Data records
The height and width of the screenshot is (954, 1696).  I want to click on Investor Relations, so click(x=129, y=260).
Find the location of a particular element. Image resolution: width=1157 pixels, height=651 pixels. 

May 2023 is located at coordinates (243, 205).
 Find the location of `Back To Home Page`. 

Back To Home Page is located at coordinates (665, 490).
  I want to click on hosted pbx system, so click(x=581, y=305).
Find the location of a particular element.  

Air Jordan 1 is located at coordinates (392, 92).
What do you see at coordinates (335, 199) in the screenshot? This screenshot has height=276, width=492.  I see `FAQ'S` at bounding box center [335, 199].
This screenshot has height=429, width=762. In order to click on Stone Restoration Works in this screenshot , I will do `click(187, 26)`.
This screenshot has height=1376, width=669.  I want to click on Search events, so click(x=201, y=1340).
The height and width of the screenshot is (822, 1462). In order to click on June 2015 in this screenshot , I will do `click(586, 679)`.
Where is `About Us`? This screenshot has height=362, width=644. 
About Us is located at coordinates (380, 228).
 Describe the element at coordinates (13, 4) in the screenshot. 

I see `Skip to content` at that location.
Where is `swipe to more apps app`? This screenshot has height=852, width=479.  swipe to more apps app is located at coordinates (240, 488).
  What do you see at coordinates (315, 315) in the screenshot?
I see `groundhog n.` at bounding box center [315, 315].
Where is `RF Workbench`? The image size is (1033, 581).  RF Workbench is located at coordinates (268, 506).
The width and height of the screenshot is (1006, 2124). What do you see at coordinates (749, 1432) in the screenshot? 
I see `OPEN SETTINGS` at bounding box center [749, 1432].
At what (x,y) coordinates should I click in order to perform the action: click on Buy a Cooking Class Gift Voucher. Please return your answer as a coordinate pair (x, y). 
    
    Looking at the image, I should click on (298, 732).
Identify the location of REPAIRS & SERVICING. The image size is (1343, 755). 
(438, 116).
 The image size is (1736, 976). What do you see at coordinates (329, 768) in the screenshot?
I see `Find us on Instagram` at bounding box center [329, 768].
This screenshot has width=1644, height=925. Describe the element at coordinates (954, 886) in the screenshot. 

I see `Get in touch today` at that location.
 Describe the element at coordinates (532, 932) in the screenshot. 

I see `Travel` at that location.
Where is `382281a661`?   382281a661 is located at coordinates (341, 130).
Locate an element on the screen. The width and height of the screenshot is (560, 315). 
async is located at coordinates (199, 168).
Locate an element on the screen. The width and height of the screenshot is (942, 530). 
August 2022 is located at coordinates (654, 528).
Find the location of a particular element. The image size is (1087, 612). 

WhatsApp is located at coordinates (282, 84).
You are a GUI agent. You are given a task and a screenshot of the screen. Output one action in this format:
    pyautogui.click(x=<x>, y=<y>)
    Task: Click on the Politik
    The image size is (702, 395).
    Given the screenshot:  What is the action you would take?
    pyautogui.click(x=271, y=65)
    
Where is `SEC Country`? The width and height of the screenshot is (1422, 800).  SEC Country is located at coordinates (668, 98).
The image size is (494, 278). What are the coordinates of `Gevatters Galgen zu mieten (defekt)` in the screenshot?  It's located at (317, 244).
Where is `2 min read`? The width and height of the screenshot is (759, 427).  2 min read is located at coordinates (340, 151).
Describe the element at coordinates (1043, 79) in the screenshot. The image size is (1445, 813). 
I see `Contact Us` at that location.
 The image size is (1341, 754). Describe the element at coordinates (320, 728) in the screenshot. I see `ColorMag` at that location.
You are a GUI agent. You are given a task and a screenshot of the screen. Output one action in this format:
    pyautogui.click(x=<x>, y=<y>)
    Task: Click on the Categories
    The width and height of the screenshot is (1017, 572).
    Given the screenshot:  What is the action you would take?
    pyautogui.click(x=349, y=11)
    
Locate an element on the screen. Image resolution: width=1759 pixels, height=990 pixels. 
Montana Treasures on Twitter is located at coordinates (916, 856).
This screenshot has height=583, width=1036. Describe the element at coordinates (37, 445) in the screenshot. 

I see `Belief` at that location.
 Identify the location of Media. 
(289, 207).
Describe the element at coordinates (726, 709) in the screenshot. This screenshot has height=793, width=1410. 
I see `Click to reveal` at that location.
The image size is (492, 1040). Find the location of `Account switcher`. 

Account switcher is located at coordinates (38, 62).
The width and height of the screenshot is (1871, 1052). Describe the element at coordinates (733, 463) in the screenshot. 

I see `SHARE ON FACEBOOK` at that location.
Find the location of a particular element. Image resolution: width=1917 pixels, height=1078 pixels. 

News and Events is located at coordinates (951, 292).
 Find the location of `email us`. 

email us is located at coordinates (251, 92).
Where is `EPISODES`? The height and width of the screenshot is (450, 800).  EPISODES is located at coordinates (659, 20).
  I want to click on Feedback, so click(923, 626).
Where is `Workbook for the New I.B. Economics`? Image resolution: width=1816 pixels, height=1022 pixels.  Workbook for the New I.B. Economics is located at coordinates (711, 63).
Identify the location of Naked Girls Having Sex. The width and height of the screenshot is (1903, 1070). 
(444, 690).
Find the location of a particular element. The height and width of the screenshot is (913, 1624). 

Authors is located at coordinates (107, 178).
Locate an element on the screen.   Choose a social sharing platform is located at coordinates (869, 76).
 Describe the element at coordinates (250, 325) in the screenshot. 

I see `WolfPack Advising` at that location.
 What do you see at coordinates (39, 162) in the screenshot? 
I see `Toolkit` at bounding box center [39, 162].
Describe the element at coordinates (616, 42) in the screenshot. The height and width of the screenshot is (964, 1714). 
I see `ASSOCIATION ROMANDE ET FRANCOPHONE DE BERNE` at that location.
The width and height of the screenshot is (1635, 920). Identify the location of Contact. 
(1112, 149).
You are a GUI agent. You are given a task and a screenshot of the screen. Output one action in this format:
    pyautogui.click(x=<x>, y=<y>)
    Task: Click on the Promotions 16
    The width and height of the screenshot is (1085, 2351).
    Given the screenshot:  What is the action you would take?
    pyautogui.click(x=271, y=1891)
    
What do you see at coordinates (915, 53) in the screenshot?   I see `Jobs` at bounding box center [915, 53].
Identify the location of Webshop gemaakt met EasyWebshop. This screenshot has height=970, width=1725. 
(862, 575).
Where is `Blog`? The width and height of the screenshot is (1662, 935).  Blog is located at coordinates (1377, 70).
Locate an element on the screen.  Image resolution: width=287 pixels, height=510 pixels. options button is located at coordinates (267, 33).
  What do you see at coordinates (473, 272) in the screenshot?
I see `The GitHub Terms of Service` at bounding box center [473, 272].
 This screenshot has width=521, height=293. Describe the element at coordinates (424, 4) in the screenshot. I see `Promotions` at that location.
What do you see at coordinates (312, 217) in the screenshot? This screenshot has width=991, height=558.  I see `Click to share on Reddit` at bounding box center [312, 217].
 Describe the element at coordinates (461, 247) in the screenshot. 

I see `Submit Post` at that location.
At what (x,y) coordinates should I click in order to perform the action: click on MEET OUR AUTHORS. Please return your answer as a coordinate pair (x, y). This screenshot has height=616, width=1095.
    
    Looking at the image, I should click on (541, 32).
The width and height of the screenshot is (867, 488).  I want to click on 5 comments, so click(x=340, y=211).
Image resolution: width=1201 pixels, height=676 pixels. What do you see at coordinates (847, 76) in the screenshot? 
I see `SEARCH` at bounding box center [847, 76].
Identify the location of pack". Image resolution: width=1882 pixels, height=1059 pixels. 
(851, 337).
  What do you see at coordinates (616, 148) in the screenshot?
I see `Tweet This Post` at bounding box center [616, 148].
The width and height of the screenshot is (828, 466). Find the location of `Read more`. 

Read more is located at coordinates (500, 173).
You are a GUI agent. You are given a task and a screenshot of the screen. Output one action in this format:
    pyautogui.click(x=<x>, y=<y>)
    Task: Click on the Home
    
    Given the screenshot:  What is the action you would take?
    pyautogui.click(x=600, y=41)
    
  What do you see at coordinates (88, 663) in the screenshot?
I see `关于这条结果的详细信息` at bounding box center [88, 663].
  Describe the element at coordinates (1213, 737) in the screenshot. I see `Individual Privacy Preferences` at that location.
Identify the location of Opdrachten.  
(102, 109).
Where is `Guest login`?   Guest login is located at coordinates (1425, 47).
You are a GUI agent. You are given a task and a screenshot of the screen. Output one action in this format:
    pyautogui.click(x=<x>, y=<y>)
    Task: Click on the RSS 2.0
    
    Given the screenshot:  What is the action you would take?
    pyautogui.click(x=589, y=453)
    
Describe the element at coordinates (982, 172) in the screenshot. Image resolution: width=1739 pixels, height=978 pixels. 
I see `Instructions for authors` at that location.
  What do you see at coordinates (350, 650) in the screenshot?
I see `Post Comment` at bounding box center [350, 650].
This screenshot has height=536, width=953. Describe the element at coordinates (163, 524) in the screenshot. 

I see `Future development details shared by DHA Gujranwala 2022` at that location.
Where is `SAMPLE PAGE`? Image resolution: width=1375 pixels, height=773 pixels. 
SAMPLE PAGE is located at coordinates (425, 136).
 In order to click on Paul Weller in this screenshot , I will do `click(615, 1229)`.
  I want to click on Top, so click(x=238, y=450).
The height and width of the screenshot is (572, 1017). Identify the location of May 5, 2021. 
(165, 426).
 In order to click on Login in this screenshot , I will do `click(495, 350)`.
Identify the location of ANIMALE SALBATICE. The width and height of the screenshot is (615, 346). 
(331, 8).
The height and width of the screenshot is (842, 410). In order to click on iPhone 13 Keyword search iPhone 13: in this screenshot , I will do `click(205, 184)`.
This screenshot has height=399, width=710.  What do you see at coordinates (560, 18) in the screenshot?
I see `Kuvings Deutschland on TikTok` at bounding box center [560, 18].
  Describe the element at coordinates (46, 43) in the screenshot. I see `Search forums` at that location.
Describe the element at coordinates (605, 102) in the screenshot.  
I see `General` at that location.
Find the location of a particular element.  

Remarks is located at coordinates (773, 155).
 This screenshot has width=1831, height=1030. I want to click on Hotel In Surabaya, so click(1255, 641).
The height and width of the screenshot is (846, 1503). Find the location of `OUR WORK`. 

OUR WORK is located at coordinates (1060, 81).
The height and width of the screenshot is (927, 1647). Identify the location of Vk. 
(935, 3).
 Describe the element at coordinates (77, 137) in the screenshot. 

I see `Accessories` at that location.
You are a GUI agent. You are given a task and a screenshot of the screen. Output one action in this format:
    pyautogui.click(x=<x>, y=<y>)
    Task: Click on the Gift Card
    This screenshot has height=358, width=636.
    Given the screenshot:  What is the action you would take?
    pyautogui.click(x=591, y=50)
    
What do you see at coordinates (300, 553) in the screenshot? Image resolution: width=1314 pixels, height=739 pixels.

Exercise instructions :: Within the data above, the lines from the one with "has height=616, width=1095." to the one with "The width and height of the screenshot is (867, 488)." must be repeated exactly; no other line belongs in the answer.

Expected output ::
At what (x,y) coordinates should I click in order to perform the action: click on MEET OUR AUTHORS. Please return your answer as a coordinate pair (x, y). This screenshot has height=616, width=1095.
    
    Looking at the image, I should click on (541, 32).
The width and height of the screenshot is (867, 488).  I want to click on 5 comments, so click(x=340, y=211).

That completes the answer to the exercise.